[via New Media Musings]
This Guardian UK article takes a look at the culture and behavior, and nature of the knowledge commons emerging in Wikipedia.
The Guardian article takes the angle of looking at Wikipedia as a “Utopian” social construct. The alleged Utopianism in this case stems from the social rules and norms the govern the culture of Wikipedia. Social rules and norms such as open editing, and Neutral point of view (NPOV). From The Guardian:
Wikipedia, endlessly replicated on the web, is one example of a glut of hazy information, the consequences of which we have barely begun to explore, that the internet has made endlessly available. Is Wikipedia really the best the net can offer - and if it isn’t, where should we be looking for the answers?
While plenty of people nurse resentments against Wikipedia, having failed to win a consensus for their views, Skip’s colleagues at WikiTruth have a different motivation. Branding themselves the true keepers of the flame, they argue Wikipedia’s wounds are self-inflicted and unnecessary.
When the business author Nicholas Carr identified last October a typically banal Wikipedia entry (http://tinyurl.com/8mr5x), he prompted a rare admission. Wikipedia’s co-founder and site owner Jimmy Wales agreed, calling the examples Carr cited “horrific crap”. Yet these articles were mature, Carr pointed out, and had been edited hundreds of times. Might the mass participation be hurting, not helping?

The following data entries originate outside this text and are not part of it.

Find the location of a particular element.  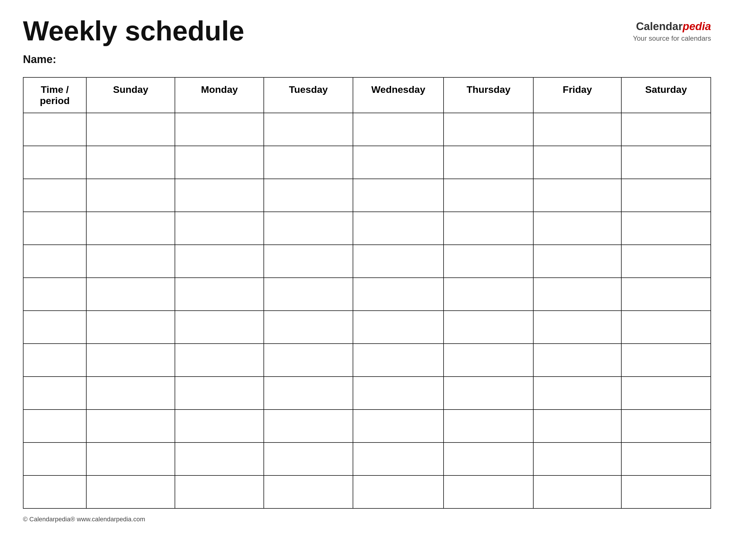

table-row is located at coordinates (367, 162).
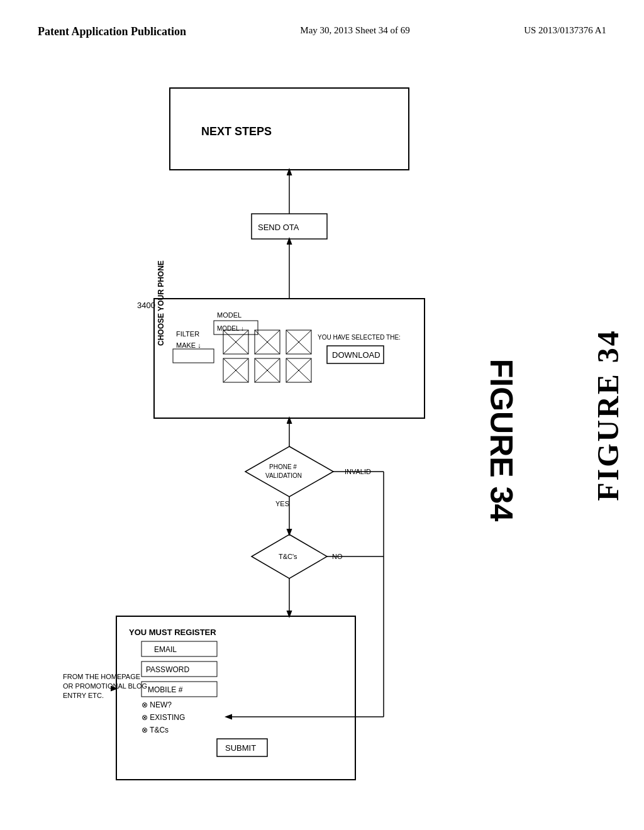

I think that Wikipedia and similar systems are not about creating a flawless information and knowledge publication. Rather, their purpose is (beyond being a living online collaboration experiment) to create a shared and open knowledge commons. This makes Wikipedia a beginning point in the refining and contextualizing and processing of knowledge and information, as opposed to an ending point. It is like an organic,and chaotic ocean full of shared knowledge resources that everyone can pull from and then form and shape and re-use in different ways. It is also a resource that people can easily add to. We don’t expect the ocean to turn out pre-packaged and ready to consume cans of tuna. We shouldn’t expect pre-packaged, ready to consume knowledge and information products from Wikipedia, either.















Comments
@ 10:30
I’m just intrigued by a print newspaper including a TinyURL. I hadn’t noticed that before, although of course it makes perfect sense. Is this old news that I’ve just missed by not reading enough newspapers?
@ 09:38
Your post and Nicholas Carr’s article highlight an issue that will become increasingly critical in the near future. Few today will deny that there is great power being unleashed on earth through the communication and collaboration mediums developing on the world-wide web. An analogy is found in man’s growing understanding of the energy in atoms. The inherent and mind-boggling power is immediately evident. However, in both cases humankind’s technical adolescence, along with our widely varying levels of knowledge, imperfect natures, and inevitable frictions result in great powers wielded by simple youths.
A 12 year old with access to the web can readily add content to Wikipedia. With appropriate signals to the reader, this may be lauded, even over the long term. But factor in the possibility that accumulations of such “free” content destabilize venerable sources of information, such as an Encyclopedia Brittanica, and the risks inherent in our ventures become apparent.
I am fascinated by such modern developments as wiki, and have fostered their use in my own endeavors. There is a shortcut to Wikipedia in my browser. There shuld be a link to a scholarly encyclopedia next to it. Perhaps a way to meld the two types of content will emerge. The finest results in organization arise from freedom in balance with hierarchy.
Much is in the hands of the entities behind such powerful tools as Wikipedia to work responsibly in addressing change, as their tech-creatures foster a great deal of it. Tools simply manifest what their users embody. I am glad 12 year olds are not allowed to drive on freeways.